By Emily Goodin, Senior US Political Reporter for Dailymail.com
President Joe Biden’s budget destruction bill will include a 5.2% raise for federal employees, one of the largest peacetime military budgets in recent history, and plans to save Social Security and Medicare.
What the plan doesn’t include: Federal spending cuts: A demand by Republicans to reduce the $31.4 trillion federal deficit.
Instead, Biden will pay for his proposals with a series of new taxes on the wealthy and corporations.
The combination of more spending and taxes will likely see his budget run out by the time he gets to Capitol Hill as Republicans, who control the House, prepare to pummel him like a tax-and-spending Democrat.
President Biden will unveil his budget on Thursday in Philadelphia, vowing not to cut Medicare or Social Security.
A snapshot of what’s in Biden’s budget plan, ahead of the formal announcement on Thursday
The Republican Party has yet to publish its budget proposal, but it is expected to cut foreign aid and assistance to the poor, including food, health care and housing.
Each party’s plan will serve as the kickoff for negotiations between President Kevin McCarthy and Biden on spending for the 2024 fiscal year, which begins Sept. 1.
Bipartisan cooperation will be needed to pass a budget that keeps the federal government running: McCarthy has to keep his Republicans in line in the House, and Senate Majority Leader Chuck Schumer will need all his Democrats in the Senate.
But the vastly different proposals set up a policy clash that will play out in the midst of election-year politics, as Biden prepares to seek a second term in office and Republicans try to win back the Senate while retaining the House.
Details about the president’s budget, which he will formally unveil in Philadelphia on Thursday, have begun to leak.
- He will propose a 5.2% raise for federal workers, the largest White House raise since Jimmy Carter was president, according to the Washington Post. But it falls short of the 8.7% increase that lawmakers, including many Democrats, want.
- It will boost one of the nation’s largest peacetime defense budgets, according to Bloomberg, with $170 billion for weapons procurement and $145 billion for research and development. That will give the Department of Defense a maximum figure of $835 billion, up from $816 billion in the last fiscal year.
- Biden has already launched his plan to make Medicare solvent through 2050 by raising taxes on those who earn more than $400,000 from 3.8% to 5% and expanding Medicare’s ability to negotiate lower costs for prescription drugs.
- It will likely reflect those Social Security tax increases to boost that program.
- The president also claims he can reduce federal budget deficits by at least $2 trillion over the next ten years, the New York Times reported, by initiating a new tax on homes worth more than $100 million.
The deficit provision will be another sticking point as the country approaches its debt limit.
Biden has refused to negotiate with Republicans on raising the debt ceiling, demanding a clean raise, as has been done with previous presidents, including Trump.
House Republicans, led by Speaker Kevin McCarthy (above), have yet to release their proposed budget, but it is expected to contain cuts in foreign aid and assistance to the poor.
President Joe Biden (right) shakes hands with House Speaker Kevin McCarthy (left) before Biden’s State of the Union address; now comes the hard part: finding a compromise
But House Republicans have refused to raise the debt limit, which limits the amount of money the federal government can borrow, until Biden agrees to cut federal spending.
Republicans will focus on the $31.4 trillion debt in a closed-door meeting on Capitol Hill on Wednesday, the day before Biden unveils his final budget proposal.
The head of the Congressional Budget Office, Phillip Swagel, will brief lawmakers on the deficit. He has warned that the federal debt will exceed the size of the US economy in the next decade if no action is taken.
The GOP says it wants at least $150 billion in cuts by fiscal year 2024, with the goal of eliminating budget deficits over ten years.
Adding to the stress, the federal government is expected to hit its debt ceiling by the summer and failure to act could trigger a potentially disastrous default, according to Treasury Secretary Janet Yellen.
Each side blames the other for the high federal deficit.
Republicans say post-pandemic spending under Biden added to the national debt, while Democrats say it was former President Donald Trump’s tax cuts for businesses and wealthy individuals that caused it.
Meanwhile, Republicans are expected to release their budget by April 15, and it is likely to contain cuts to foreign aid and deep cuts to health care, food assistance and housing programs for the poor in the midst of their campaign to cut federal spending.
Republican leaders have said they will not seek cuts to Medicare or Social Security.
To pass his budget and counter Biden, McCarthy faces the challenge of keeping his two wings of the GOP — lawmakers in competitive House districts and hardline conservatives — together to get the 218 votes he needs.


INSTRUCTIONS TO FOLLOW: From the listing that follows, report the number of lines with the word "pointer" in them, and no other output.

▼

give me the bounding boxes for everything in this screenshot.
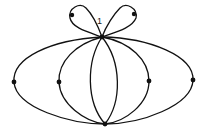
vertex-top [100, 35, 105, 40]
edge-top-right-inner [102, 37, 149, 81]
loop-right [102, 6, 136, 37]
edge-left-inner-bottom [59, 82, 105, 124]
vertex-right-outer [191, 78, 196, 83]
edge-top-left-inner [59, 37, 102, 82]
vertex-loop-right [132, 12, 136, 16]
vertex-left-outer [12, 80, 17, 85]
edge-center-left [90, 37, 105, 124]
edge-right-inner-bottom [105, 81, 149, 124]
edge-top-right-outer [102, 37, 193, 80]
edge-center-right [102, 37, 117, 124]
vertex-left-inner [57, 80, 62, 85]
vertex-loop-left [70, 13, 74, 17]
graph-diagram: 1 [0, 0, 206, 130]
vertex-bottom [103, 122, 108, 127]
vertex-label: 1 [97, 16, 102, 26]
edge-top-left-outer [14, 37, 102, 82]
vertex-right-inner [147, 79, 152, 84]
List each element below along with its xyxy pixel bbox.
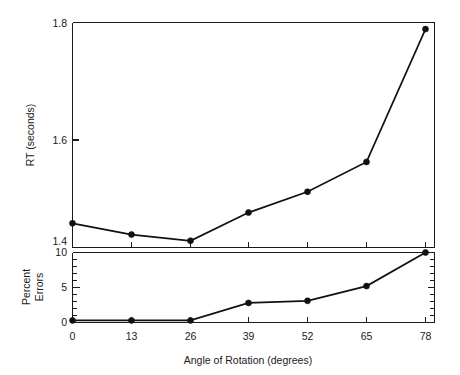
err-data-line [73,253,426,321]
err-ytick-label-5: 5 [61,281,67,293]
xtick-label-78: 78 [420,330,432,342]
err-data-point [364,283,370,289]
err-data-point [188,317,194,323]
rt-data-point [305,189,311,195]
err-data-point [305,298,311,304]
rt-axis-title: RT (seconds) [24,104,36,167]
x-axis-title: Angle of Rotation (degrees) [184,354,312,366]
xtick-label-13: 13 [126,330,138,342]
err-ytick-label-0: 0 [61,316,67,328]
err-axis-title-line2: Errors [33,273,45,302]
chart-canvas: 1.8 1.6 1.4 RT (seconds) [0,0,460,375]
xtick-label-65: 65 [361,330,373,342]
rt-ytick-label-1-8: 1.8 [52,17,67,29]
percent-errors-panel: 10 5 0 Percent Errors [20,246,435,328]
rt-ytick-label-1-6: 1.6 [52,134,67,146]
err-data-point [423,250,429,256]
chart-figure: 1.8 1.6 1.4 RT (seconds) [0,0,460,375]
err-axis-title-line1: Percent [20,269,32,305]
rt-data-point [364,159,370,165]
err-data-point [246,300,252,306]
rt-data-point [423,26,429,32]
rt-data-line [73,29,426,241]
err-data-point [70,317,76,323]
xtick-label-26: 26 [185,330,197,342]
rt-data-point [188,238,194,244]
rt-data-point [246,210,252,216]
xtick-label-52: 52 [302,330,314,342]
err-ytick-label-10: 10 [55,246,67,258]
x-axis-group: 0 13 26 39 52 65 78 Angle of Rotation (d… [70,330,432,366]
xtick-label-0: 0 [70,330,76,342]
reaction-time-panel: 1.8 1.6 1.4 RT (seconds) [24,17,435,248]
err-data-point [129,317,135,323]
rt-data-point [70,220,76,226]
xtick-label-39: 39 [243,330,255,342]
rt-data-point [129,232,135,238]
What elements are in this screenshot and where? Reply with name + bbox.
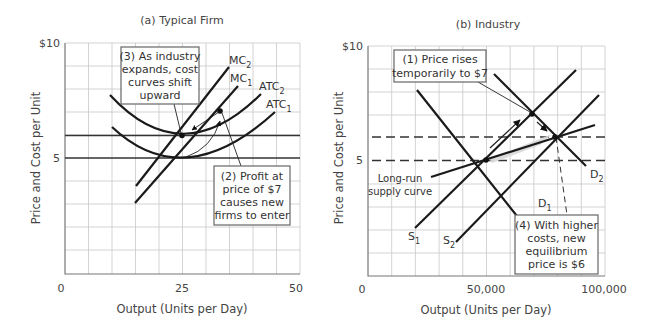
svg-text:causes new: causes new [220,196,284,209]
note-4-box: (4) With higher costs, new equilibrium p… [515,215,598,274]
panel-a-title: (a) Typical Firm [140,14,223,27]
mc1-label: MC1 [230,72,252,88]
note-1-box: (1) Price rises temporarily to $7 [392,50,488,82]
svg-text:curves shift: curves shift [128,76,192,89]
note1-pointer [478,82,530,112]
profit-point [217,108,223,114]
note3-pointer [174,104,181,133]
svg-text:(4) With higher: (4) With higher [515,219,598,232]
panel-b-title: (b) Industry [456,18,521,31]
svg-text:firms to enter: firms to enter [214,209,290,222]
note-2-box: (2) Profit at price of $7 causes new fir… [214,166,290,225]
panel-a-x-axis-label: Output (Units per Day) [116,302,247,316]
arrow-up-right-icon [490,120,520,148]
panel-b-ytick-10: $10 [342,40,363,53]
panel-a-xtick-50: 50 [289,282,303,295]
svg-text:expands, cost: expands, cost [122,63,199,76]
svg-text:(3) As industry: (3) As industry [120,50,201,63]
svg-text:(1) Price rises: (1) Price rises [402,53,477,66]
svg-text:(2) Profit at: (2) Profit at [221,170,284,183]
initial-equilibrium-point [483,157,489,163]
note-3-box: (3) As industry expands, cost curves shi… [120,47,201,104]
svg-text:costs, new: costs, new [527,232,585,245]
atc2-label: ATC2 [259,80,285,96]
panel-a-ytick-10: $10 [39,37,60,50]
s1-label: S1 [408,230,420,246]
panel-a-y-axis-label: Price and Cost per Unit [29,91,43,224]
lrs-label-line2: supply curve [368,186,432,197]
svg-text:equilibrium: equilibrium [525,245,587,258]
mc2-label: MC2 [229,54,251,70]
panel-b-xtick-50000: 50,000 [467,283,506,296]
svg-text:upward: upward [139,89,180,102]
panel-a-xtick-0: 0 [58,282,65,295]
panel-a-xtick-25: 25 [175,282,189,295]
panel-b-xtick-0: 0 [359,283,366,296]
svg-text:temporarily to $7: temporarily to $7 [392,67,488,80]
diagram-canvas: (a) Typical Firm [0,0,645,331]
svg-text:price of $7: price of $7 [223,183,282,196]
equilibrium-point [179,133,185,139]
new-equilibrium-point [552,134,558,140]
s2-label: S2 [443,234,455,250]
panel-b-xtick-100000: 100,000 [581,283,627,296]
panel-b-x-axis-label: Output (Units per Day) [420,303,551,317]
panel-b-ytick-5: 5 [356,154,363,167]
d2-label: D2 [590,168,604,184]
temporary-equilibrium-point [529,111,535,117]
panel-a-ytick-5: 5 [53,152,60,165]
d1-label: D1 [538,197,552,213]
panel-industry: (b) Industry [332,18,627,317]
panel-typical-firm: (a) Typical Firm [29,14,303,316]
lrs-label-line1: Long-run [378,173,423,184]
svg-text:price is $6: price is $6 [528,258,585,271]
panel-b-y-axis-label: Price and Cost per Unit [332,91,346,224]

▲

EXERCISE SOLUTION: 2